She was the daughter of art patron and collector Levkiy Gevergeyev [ru] and she was the first wife of the well-known ballet dancer and choreographer George Balanchine.
[2] Geva's mother Tamara Urtahl was an actress, while her father Levkiy Gevergeyev [ru] was a passionate collector and art enthusiast.
Her father had agents all over who found art, writings, and artifacts from a variety of well-known artists to add to his massive collection.
After his death, his extensive theatre memorabilia collection was put into an exhibit at Saint Petersburg State Museum of Theater and Music [ru].

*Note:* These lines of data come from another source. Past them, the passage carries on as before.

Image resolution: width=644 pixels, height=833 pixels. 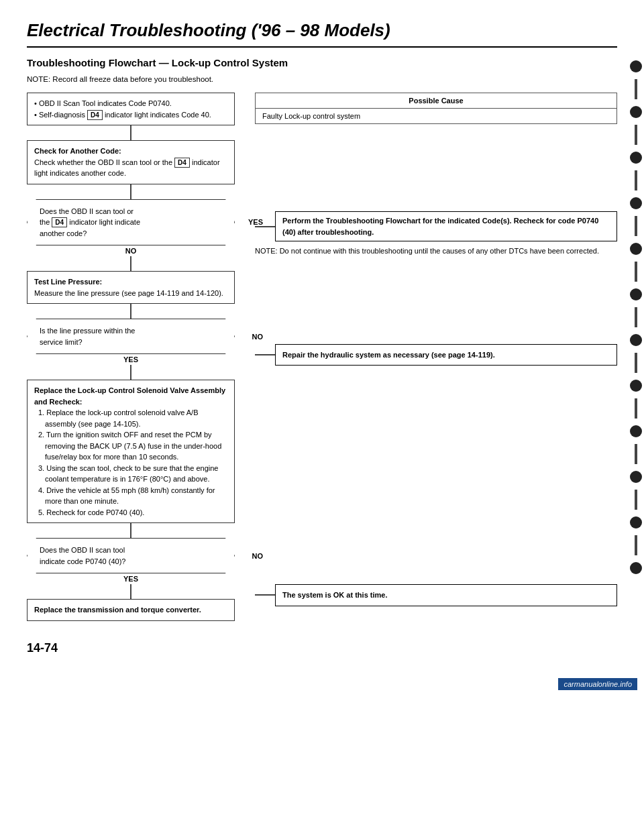 What do you see at coordinates (436, 227) in the screenshot?
I see `yes-connector-row: Perform the Troubleshooting Flowchart fo…` at bounding box center [436, 227]. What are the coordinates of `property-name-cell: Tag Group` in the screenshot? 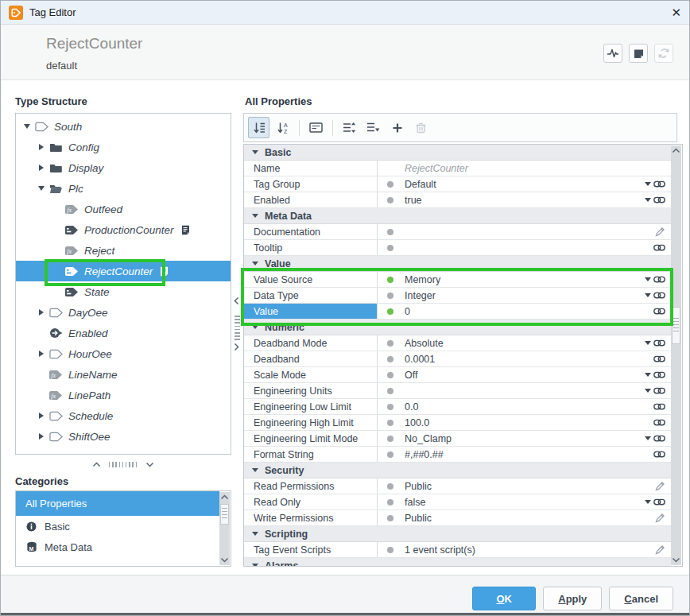 It's located at (311, 184).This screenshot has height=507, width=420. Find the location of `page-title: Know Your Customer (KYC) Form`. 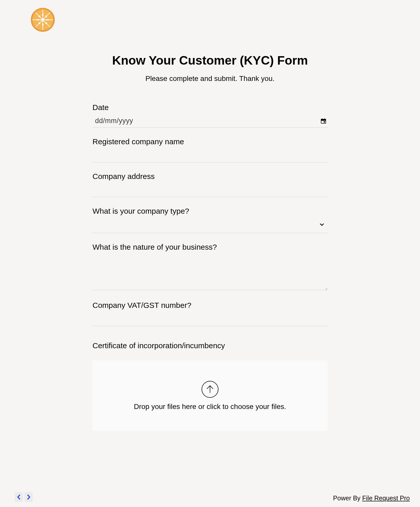

page-title: Know Your Customer (KYC) Form is located at coordinates (210, 60).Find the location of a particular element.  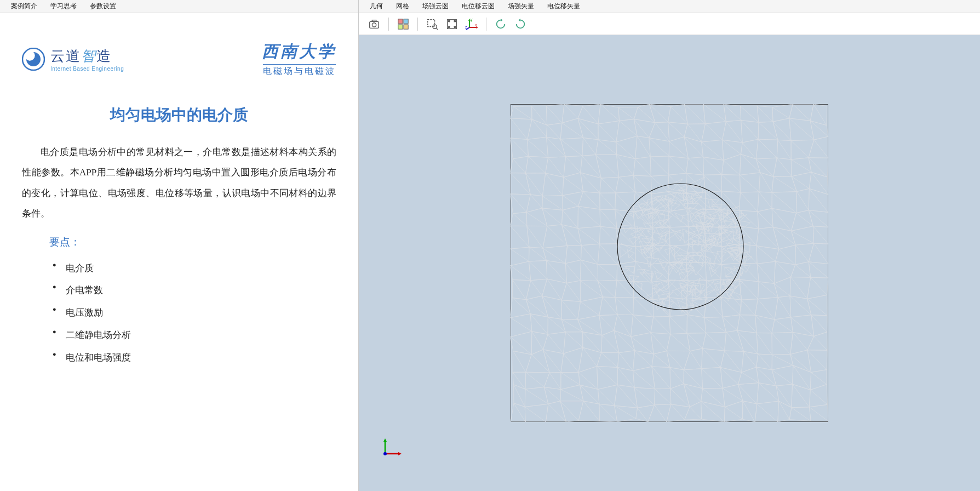

list-item: 电压激励 is located at coordinates (201, 313).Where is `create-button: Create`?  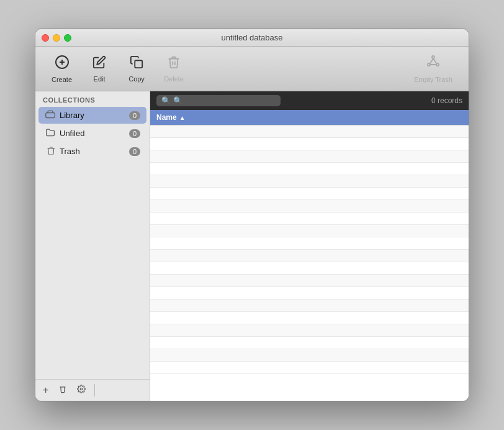
create-button: Create is located at coordinates (62, 69).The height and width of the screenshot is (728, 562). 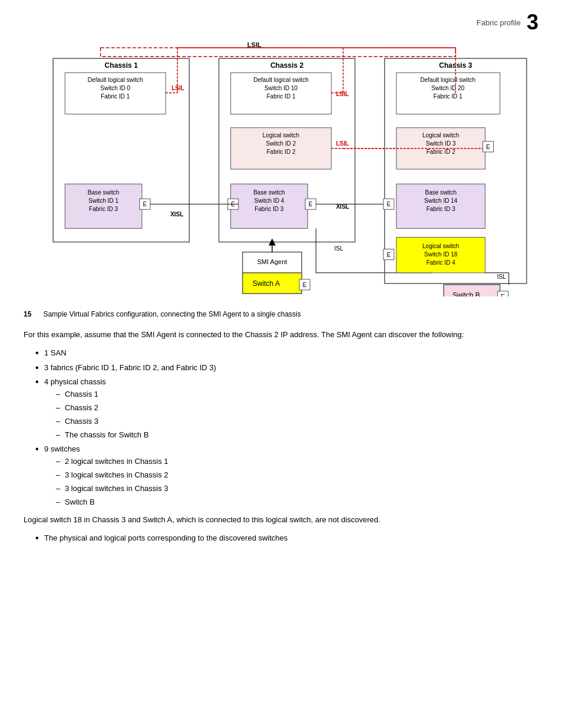 I want to click on figure-caption-text: Sample Virtual Fabrics configuration, co…, so click(x=172, y=314).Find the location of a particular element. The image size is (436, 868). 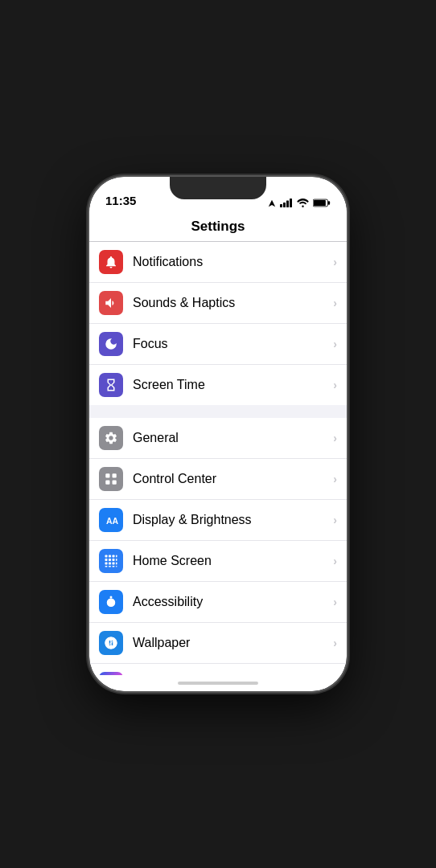

battery-status-icon is located at coordinates (322, 203).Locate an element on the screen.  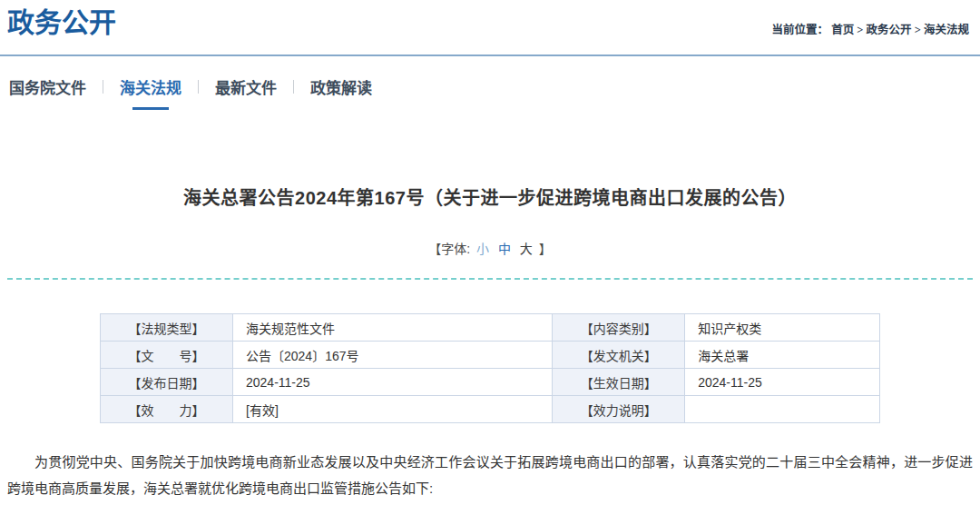
meta-label-neirong-leibie: 【内容类别】 is located at coordinates (619, 328).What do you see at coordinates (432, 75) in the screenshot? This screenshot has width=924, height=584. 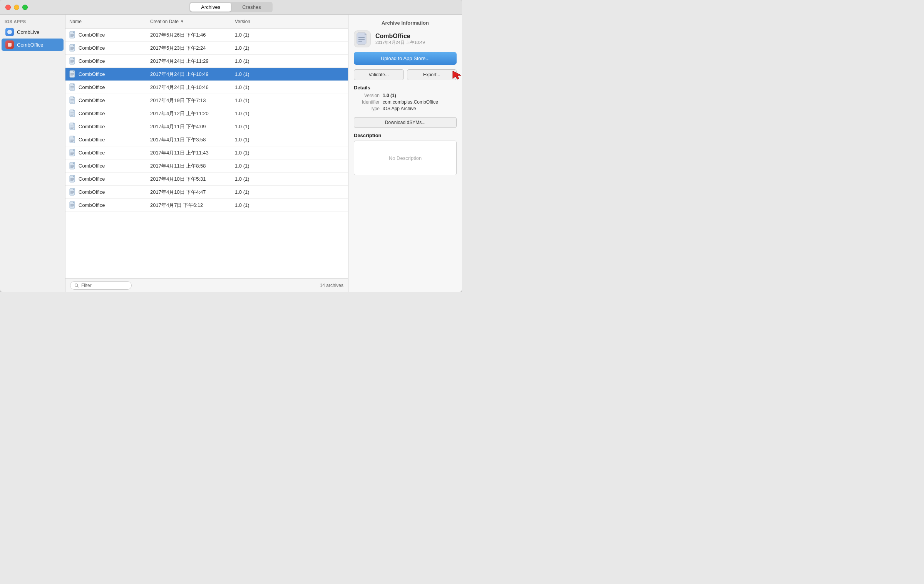 I see `export-button: Export...` at bounding box center [432, 75].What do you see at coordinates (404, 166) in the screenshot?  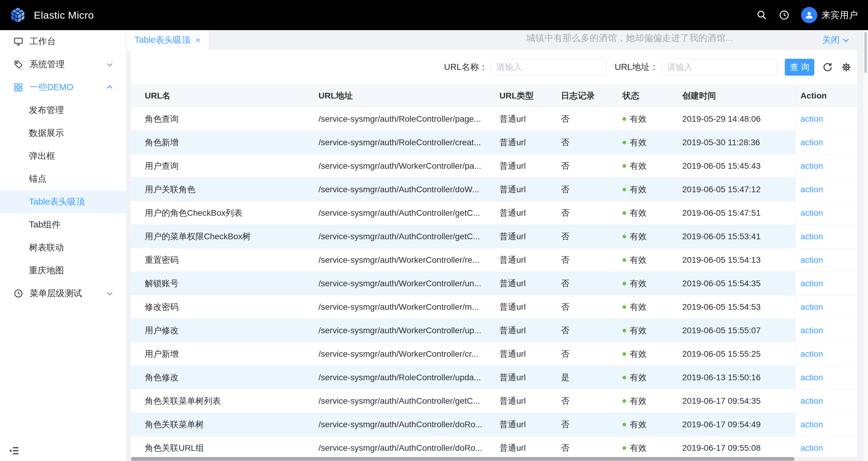 I see `cell-url-address: /service-sysmgr/auth/WorkerController/pa…` at bounding box center [404, 166].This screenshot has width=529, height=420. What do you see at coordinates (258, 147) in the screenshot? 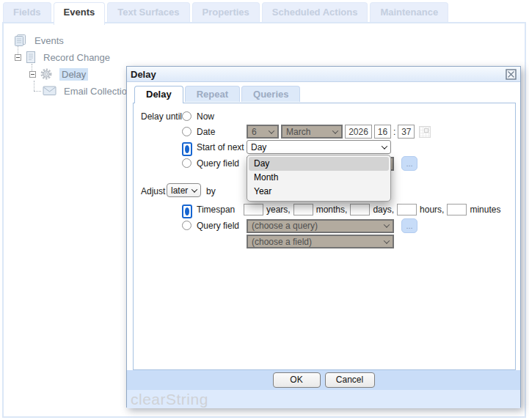
I see `start-of-next-value: Day` at bounding box center [258, 147].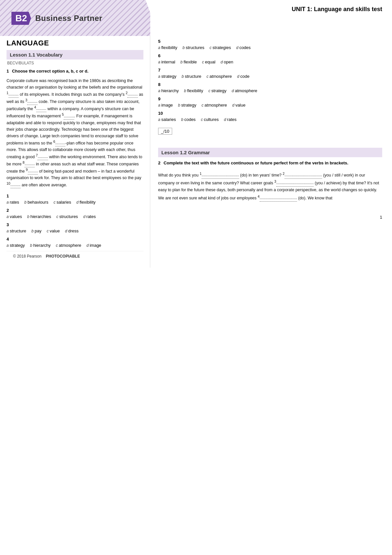 The image size is (392, 555). I want to click on q4-d-letter: d, so click(88, 245).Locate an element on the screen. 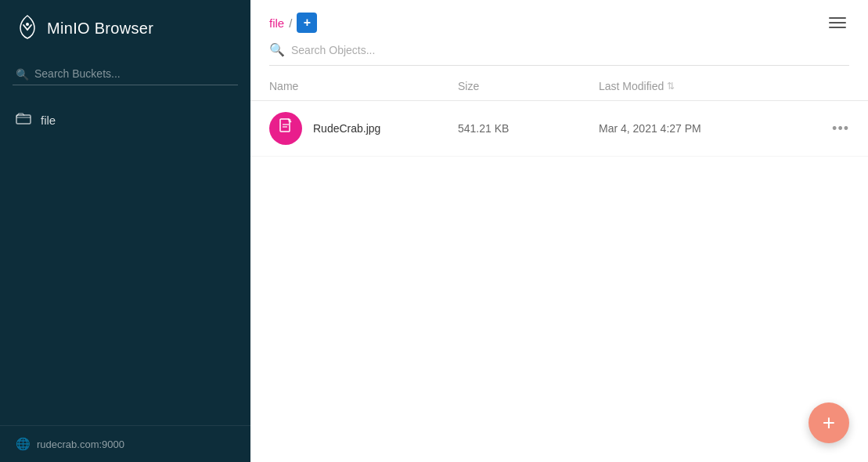  col-modified-header: Last Modified ⇅ is located at coordinates (701, 86). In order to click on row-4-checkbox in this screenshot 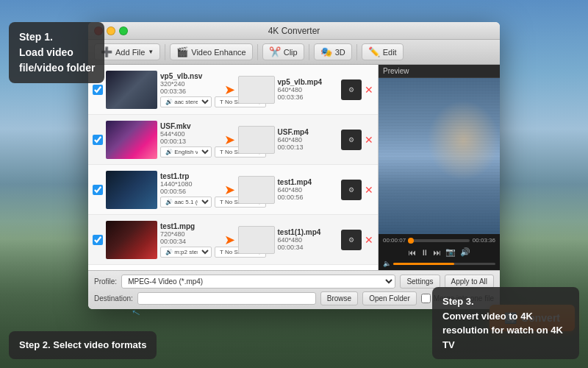, I will do `click(98, 240)`. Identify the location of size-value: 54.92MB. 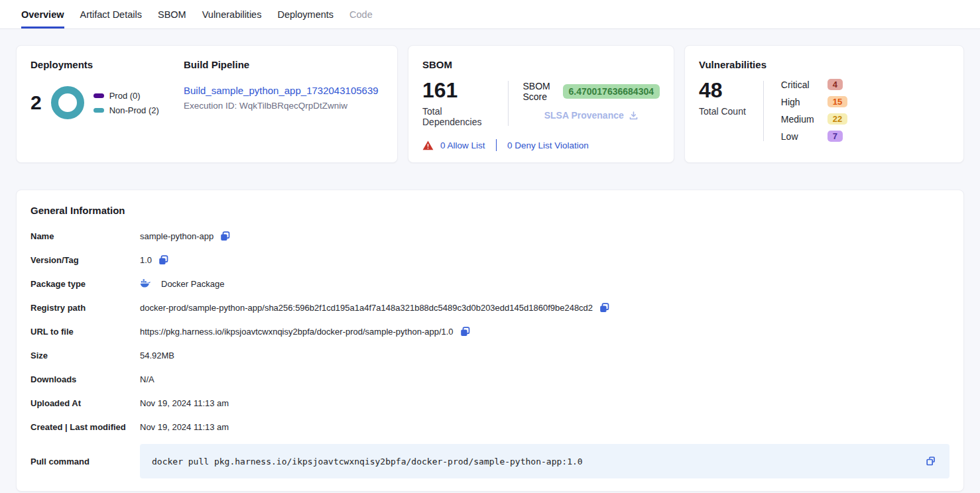
(157, 355).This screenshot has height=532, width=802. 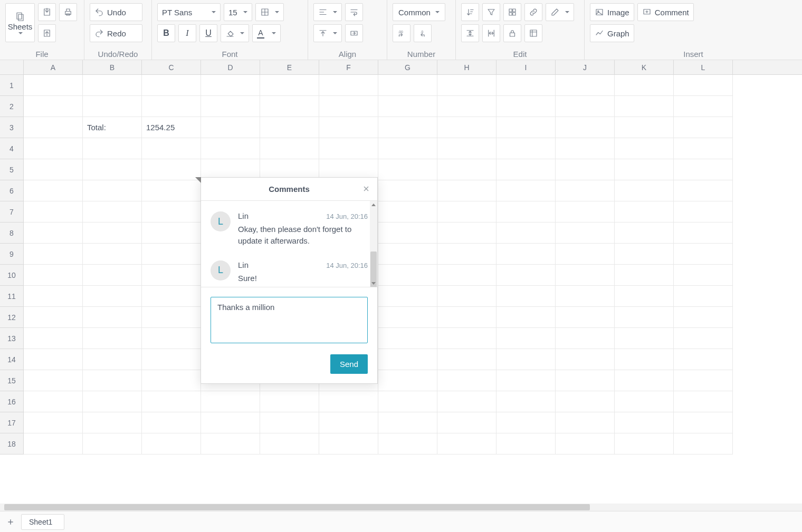 I want to click on row-header: 18, so click(x=12, y=444).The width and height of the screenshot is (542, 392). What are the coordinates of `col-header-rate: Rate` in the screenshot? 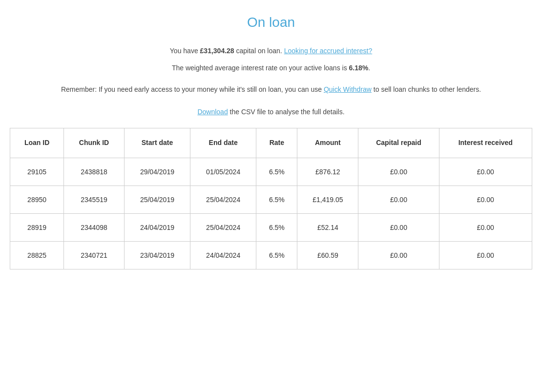 It's located at (277, 144).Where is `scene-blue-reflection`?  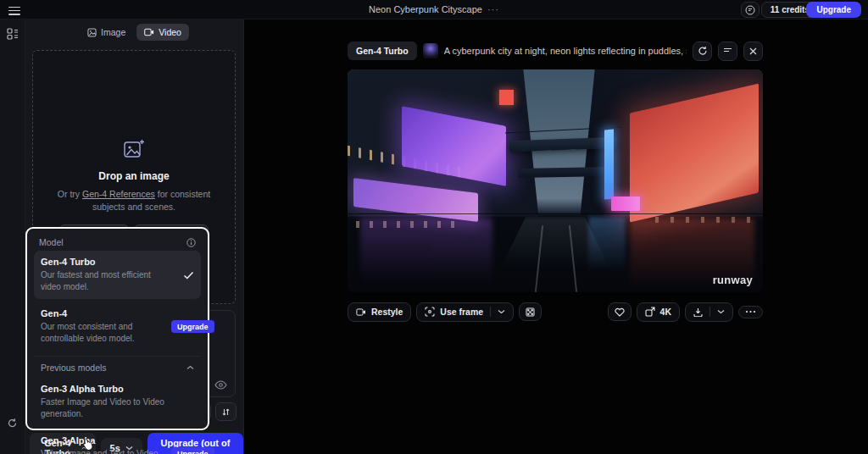 scene-blue-reflection is located at coordinates (607, 251).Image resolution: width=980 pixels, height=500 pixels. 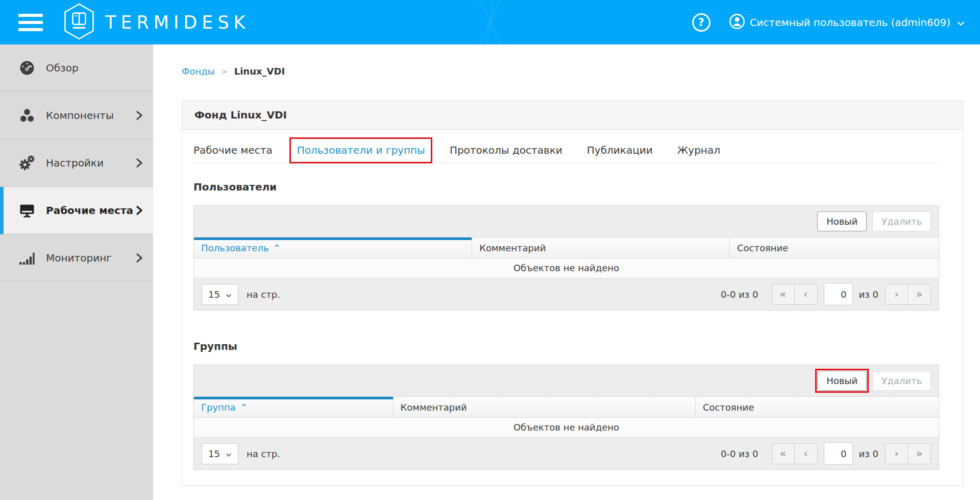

[4] Geva fell in love with ballet when she was taken by her father in Mariinsky Theatre and saw La Esmeralda danced by Mathilde Kschessinska.
[7] According to the family legend, the parents agreed on this marriage when Balanchine played Wagner to Levkiy, who adored this composer.
Geva wrote later, that in that time they had to dance ‘in small dark places, in summer theaters and private ballrooms, in beer gardens and before mental patients‘.
With the Ballets Russes, Geva performed in The Triumph of Neptune in 1926 where she wore a costume made of tiny mirrors that weighed 75 pounds.
By 1926, her marriage to Balanchine became shaky: while he enjoyed life in Monte Carlo under the wing of Diaghilev, she felt trapped and longed for more.
[10][6][11] Later Geva transitioned towards Broadway where she appeared in a number of notable musicals between 1925 and 1953 including Three's A Crowd (1930),[12] Flying Colors (1932)[13] and Whoopee!
In On Your Toes, she danced in the dramatic "Slaughter on Tenth Avenue" sequence and a balletic parody choreographed by Balanchine and composed by Dick Rodgers.
New York Times reviewer Brooks Atkinson described her performance as "magnificent", adding "she can burlesque it with the authority of an artist on holiday".
She acted in Euripides' The Trojan Women where she played Helen of Troy in New York in 1941, and in the Los Angeles production of Sartre's No Exit in 1947.
[17] In 1953 Geva played the character of Lina Szczepanowska a sarcastic acrobat in a New York revival of George Bernard Shaw's Misalliance.
[1][6] In 1959, Geva and Haila Stoddard created Come Play With Me, a musical comedy with a score penned by Dana Suesse, which had had a short off-Broadway run.